“Without vitamin C,” Anthony writes, “we cannot produce collagen, an essential component of bones, cartilage, tendons and other connective tissues. Collagen binds our wounds, but that binding is replaced continually throughout our lives. Thus in advanced scurvy”—reached when the body has gone too long without vitamin C—“old wounds long thought healed will magically, painfully reappear.”
In a sense, there is no such thing as healing. From paper cuts to surgical scars, our bodies are catalogues of wounds: imperfectly locked doors quietly waiting, sooner or later, to spring back open.

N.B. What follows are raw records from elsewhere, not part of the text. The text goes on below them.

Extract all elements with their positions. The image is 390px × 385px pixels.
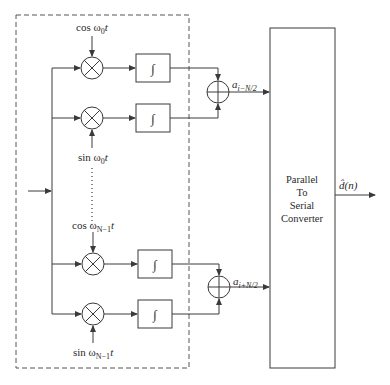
branch-cos-n-1: cos ωN−1t ∫ — [52, 219, 219, 278]
adder-icon-lower — [208, 276, 230, 298]
adder-output-label: ai+N/2 — [233, 275, 258, 290]
carrier-label: sin ωN−1t — [73, 346, 114, 361]
converter-line-3: Serial — [290, 200, 315, 211]
converter-line-1: Parallel — [286, 174, 318, 185]
adder-output-label: ai−N/2 — [232, 78, 257, 93]
multiplier-icon — [82, 253, 104, 275]
multiplier-icon — [81, 107, 103, 129]
output-label: d̂(n) — [339, 179, 358, 192]
parallel-to-serial-converter — [270, 28, 335, 368]
integral-icon: ∫ — [152, 257, 158, 273]
converter-line-4: Converter — [281, 213, 323, 224]
multiplier-icon — [81, 57, 103, 79]
carrier-label: cos ω0t — [76, 21, 109, 36]
branch-cos-0: cos ω0t ∫ — [52, 21, 218, 82]
branch-sin-0: sin ω0t ∫ — [52, 104, 218, 166]
integral-icon: ∫ — [150, 111, 156, 127]
carrier-label: sin ω0t — [78, 151, 109, 166]
converter-line-2: To — [297, 187, 308, 198]
receiver-diagram: cos ω0t ∫ sin ω0t ∫ ai−N/2 — [0, 0, 390, 385]
multiplier-icon — [82, 303, 104, 325]
integral-icon: ∫ — [150, 61, 156, 77]
integral-icon: ∫ — [152, 307, 158, 323]
branch-sin-n-1: sin ωN−1t ∫ — [52, 299, 219, 361]
carrier-label: cos ωN−1t — [72, 219, 115, 234]
adder-icon-upper — [207, 81, 229, 103]
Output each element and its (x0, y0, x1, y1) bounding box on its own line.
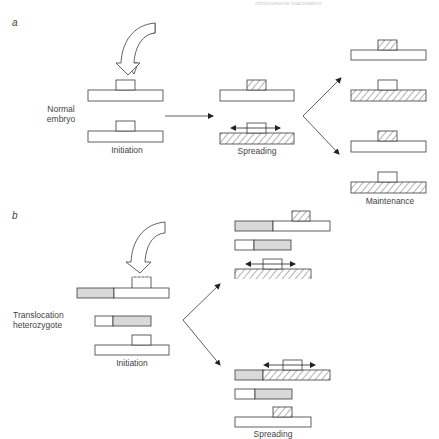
x-inactivation-diagram (0, 0, 439, 439)
stage-label-spreading-a: Spreading (225, 146, 289, 156)
panel-label-a: a (12, 18, 18, 28)
row-label-line2: embryo (40, 114, 82, 124)
chromosome-b-spread-low-1 (235, 360, 330, 380)
curved-arrow-icon-a (115, 23, 155, 75)
chromosome-a-init-2 (88, 121, 163, 142)
chromosome-b-spread-low-3 (235, 407, 311, 427)
stage-label-initiation-a: Initiation (95, 145, 159, 155)
chromosome-a-init-1 (88, 80, 163, 101)
chromosome-a-maint-1 (351, 40, 426, 60)
panel-label-b: b (12, 211, 18, 221)
chromosome-a-spread-2 (220, 123, 294, 144)
row-label-normal-embryo: Normal embryo (40, 104, 82, 124)
row-label-line1: Translocation (13, 310, 64, 320)
row-label-line2: heterozygote (13, 320, 64, 330)
arrow-down-right-icon (303, 116, 339, 154)
chromosome-a-maint-4 (351, 172, 426, 193)
chromosome-b-spread-up-2 (235, 240, 291, 250)
row-label-line1: Normal (40, 104, 82, 114)
arrow-down-right-icon-b (183, 320, 220, 365)
chromosome-b-spread-low-2 (235, 389, 292, 399)
stage-label-spreading-b: Spreading (241, 429, 305, 439)
chromosome-b-init-2 (95, 316, 151, 326)
arrow-up-right-icon (303, 78, 341, 116)
chromosome-b-init-3 (95, 335, 169, 355)
chromosome-b-spread-up-3 (235, 259, 311, 279)
curved-arrow-icon-b (126, 222, 165, 273)
stage-label-maintenance: Maintenance (355, 196, 425, 206)
chromosome-a-maint-3 (351, 131, 426, 152)
row-label-translocation-heterozygote: Translocation heterozygote (13, 310, 64, 330)
chromosome-b-spread-up-1 (235, 211, 330, 231)
arrow-up-right-icon-b (183, 284, 220, 320)
stage-label-initiation-b: Initiation (100, 358, 164, 368)
chromosome-a-maint-2 (351, 80, 426, 101)
chromosome-b-init-1 (77, 277, 169, 298)
chromosome-a-spread-1 (220, 80, 294, 101)
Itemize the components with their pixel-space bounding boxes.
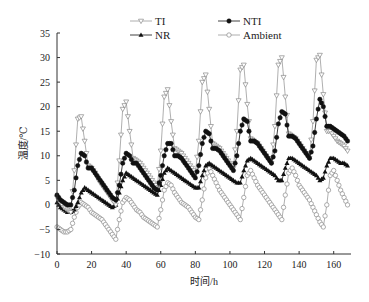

A piece of milled plexiglass acting as a projecting lens; via the Computer Graphics and Geometry Lab at the École Polytechnique Fédérale de Lausanne
New milling techniques applied to glass and plexiglass panels could be used to “create windows that are also cryptic projectors, summoning ghostly images from sunlight.”
[Pauly and Bompas] hope that the technique will be used in architectural design, to create windows that mould sunlight and throw images or patterns onto walls or floors,” which, if timed, milled, and manipulated just right, could produce a slowly animated sequence of images being projected by an otherwise empty window during different times of day.
The name, Abode of Fancy, implies a structure created to meet some individual artistic requirement. The tea room is made for the tea master, not the tea master for the tea room. It is not intended for posterity and is therefore ephemeral. The idea that everyone should have a house of his own is based on an ancient custom of & the Japanese race, Shinto superstition ordaining that every dwelling should be evacuated on the death of its chief occupant. Perhaps there may have been some unrealized sanitary reason for this practice. Another early custom was that a newly built house should be provided for each couple that married. It is on account of such customs that we find the Imperial capitals so frequently removed from one site to another in ancient days.